Artist Blog by Lesia Maruschak

The intimate portraits, or “photo paintings”, small enough to fit into the palm of your hand, awaited another transformation. This one would free them from my controlled urban studios, transporting them to the poetic landscape of the Canadian prairies, my homeland.

Here the highly tangible photo paintings became larger-than-life silk textile sculptures, manifesting the ecological impacts of colonial practices - land surveying and allotment, forced removal, industrialized agriculture, and war - on the landscapes depicted, where the relationships of displaced peoples to place were examined.
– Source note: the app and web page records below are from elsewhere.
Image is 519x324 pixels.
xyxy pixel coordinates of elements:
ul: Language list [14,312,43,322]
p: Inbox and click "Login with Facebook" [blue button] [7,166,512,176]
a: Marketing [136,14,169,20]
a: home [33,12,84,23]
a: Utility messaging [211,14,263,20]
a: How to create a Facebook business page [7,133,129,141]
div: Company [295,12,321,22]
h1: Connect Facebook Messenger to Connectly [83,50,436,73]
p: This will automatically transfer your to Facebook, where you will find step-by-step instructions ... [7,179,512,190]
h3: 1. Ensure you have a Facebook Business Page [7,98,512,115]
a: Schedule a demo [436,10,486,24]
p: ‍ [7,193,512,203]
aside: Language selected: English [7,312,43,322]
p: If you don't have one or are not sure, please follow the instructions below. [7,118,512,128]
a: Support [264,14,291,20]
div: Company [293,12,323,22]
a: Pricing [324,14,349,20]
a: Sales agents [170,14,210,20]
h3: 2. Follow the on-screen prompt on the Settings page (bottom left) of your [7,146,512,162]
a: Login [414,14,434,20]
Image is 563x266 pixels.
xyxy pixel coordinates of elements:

In the summer of 2023, work on the sculptural landscape installation began. The silks were mounted as triptychs at four corners of the installation site, referred to as NE14-41-1-W3rd in the legal land description alpha-numeric system used in the province of Saskatchewan, Canada. The land we worked on was settled by the first immigration of Ukrainians to Canada in 1896 and remains in our family today.
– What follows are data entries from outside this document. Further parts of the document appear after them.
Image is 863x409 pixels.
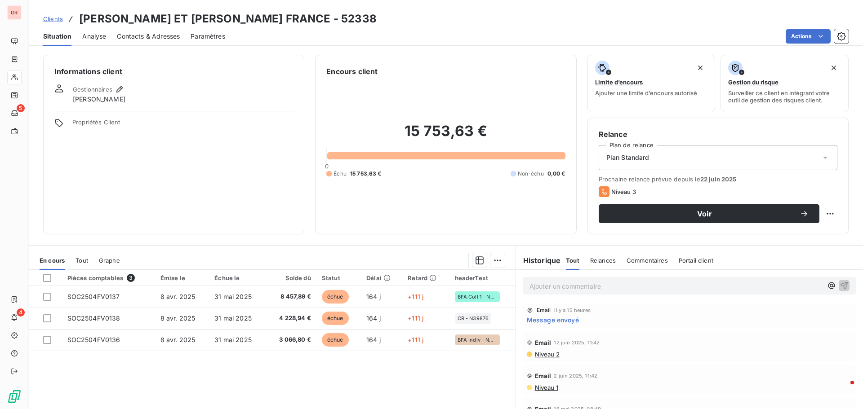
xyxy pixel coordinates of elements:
span: échue [322,312,349,325]
span: Non-échu [518,170,544,178]
span: 4 228,94 € [271,314,311,323]
button: Limite d’encoursAjouter une limite d’encours autorisé [587,55,715,112]
span: Gestion du risque [728,79,778,86]
span: Message envoyé [527,315,579,325]
span: CR - N39876 [457,316,489,321]
span: 0 [325,163,328,170]
h6: Informations client [54,66,293,77]
span: Limite d’encours [595,79,642,86]
div: Échue le [214,274,260,282]
button: Voir [598,204,819,223]
div: GR [7,5,22,20]
span: Clients [43,15,63,22]
span: [PERSON_NAME] [73,95,125,104]
div: Statut [322,274,355,282]
h6: Historique [516,255,561,266]
span: 15 753,63 € [350,170,381,178]
span: BFA Indiv - N39873 [457,337,497,343]
span: 5 [17,104,25,112]
span: 2 juin 2025, 11:42 [553,373,597,379]
span: il y a 15 heures [554,308,590,313]
span: 3 066,80 € [271,336,311,345]
span: Graphe [99,257,120,264]
div: Pièces comptables [67,274,150,282]
span: Paramètres [190,32,225,41]
h3: [PERSON_NAME] ET [PERSON_NAME] FRANCE - 52338 [79,11,376,27]
span: 8 avr. 2025 [160,293,195,301]
span: Tout [566,257,579,264]
span: 12 juin 2025, 11:42 [553,340,599,345]
span: 4 [17,309,25,317]
span: Prochaine relance prévue depuis le [598,176,837,183]
div: Délai [366,274,397,282]
span: Voir [609,210,799,217]
span: échue [322,290,349,304]
span: 31 mai 2025 [214,314,252,322]
span: Niveau 2 [534,351,559,358]
span: Ajouter une limite d’encours autorisé [595,89,697,97]
span: échue [322,333,349,347]
iframe: Intercom live chat [832,379,854,400]
span: 3 [127,274,135,282]
span: Situation [43,32,71,41]
span: SOC2504FV0138 [67,314,120,322]
span: 8 457,89 € [271,292,311,301]
span: Relances [590,257,615,264]
span: BFA Coll 1 - N39874 [457,294,497,300]
span: Analyse [82,32,106,41]
h2: 15 753,63 € [326,122,565,149]
span: Niveau 1 [534,384,558,391]
button: Actions [785,29,830,44]
span: En cours [40,257,65,264]
span: Email [535,339,551,346]
span: 164 j [366,293,381,301]
a: Clients [43,14,63,23]
span: Propriétés Client [72,119,293,131]
span: 22 juin 2025 [700,176,736,183]
span: 8 avr. 2025 [160,336,195,344]
span: Contacts & Adresses [117,32,180,41]
span: Portail client [678,257,713,264]
span: +111 j [407,293,423,301]
span: Tout [75,257,88,264]
span: +111 j [407,314,423,322]
span: 0,00 € [547,170,565,178]
span: Gestionnaires [73,86,112,93]
span: Plan Standard [606,153,649,162]
div: Émise le [160,274,204,282]
span: 31 mai 2025 [214,293,252,301]
div: Solde dû [271,274,311,282]
span: Échu [333,170,346,178]
span: 164 j [366,336,381,344]
span: Email [536,308,551,313]
span: Niveau 3 [611,188,636,195]
span: +111 j [407,336,423,344]
span: Email [535,372,551,380]
span: SOC2504FV0137 [67,293,120,301]
button: Gestion du risqueSurveiller ce client en intégrant votre outil de gestion des risques client. [720,55,848,112]
span: 164 j [366,314,381,322]
h6: Encours client [326,66,377,77]
span: 8 avr. 2025 [160,314,195,322]
span: 31 mai 2025 [214,336,252,344]
span: Commentaires [626,257,668,264]
h6: Relance [598,129,837,140]
span: SOC2504FV0136 [67,336,120,344]
span: Surveiller ce client en intégrant votre outil de gestion des risques client. [728,89,841,104]
div: headerText [455,274,510,282]
img: Logo LeanPay [7,390,22,404]
div: Retard [407,274,443,282]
We envisioned the space as if it were an enclosed gallery environment. Clear blue skies, a site so still you could hear a pin drop and a horizon which carried you to the end of the earth. Once installed on NE14-41-1-W3rd, the children’s faces would appear motionless, while birds cried, and crickets chirped.

But again, chance reigned. The skies filled with smoke, ranging in colour from seductive cotton candy pink to chiaroscuro, as the air became suffocating from more than 5,581 nearby forest fires. The silks took on a life of their own, activated by the environment. The winds were deafening, beating the silks until they were suspended parallel to the land, like a compass in the vast prairie landscape.

The palimpsest nature of our experience was disorienting. Were we hallucinating? The children’s faces appeared lit with mystical light amid the smoke-filled landscape. For a moment, you would think you saw a child moving or speaking. Here the art of animation, the very essence of the installation, helped create an ambiguous space where the land became a witness and participant, and the children, as if spiritual protectors, invited us to approach them, to enter.

And so, we did. A landscape performance ensued.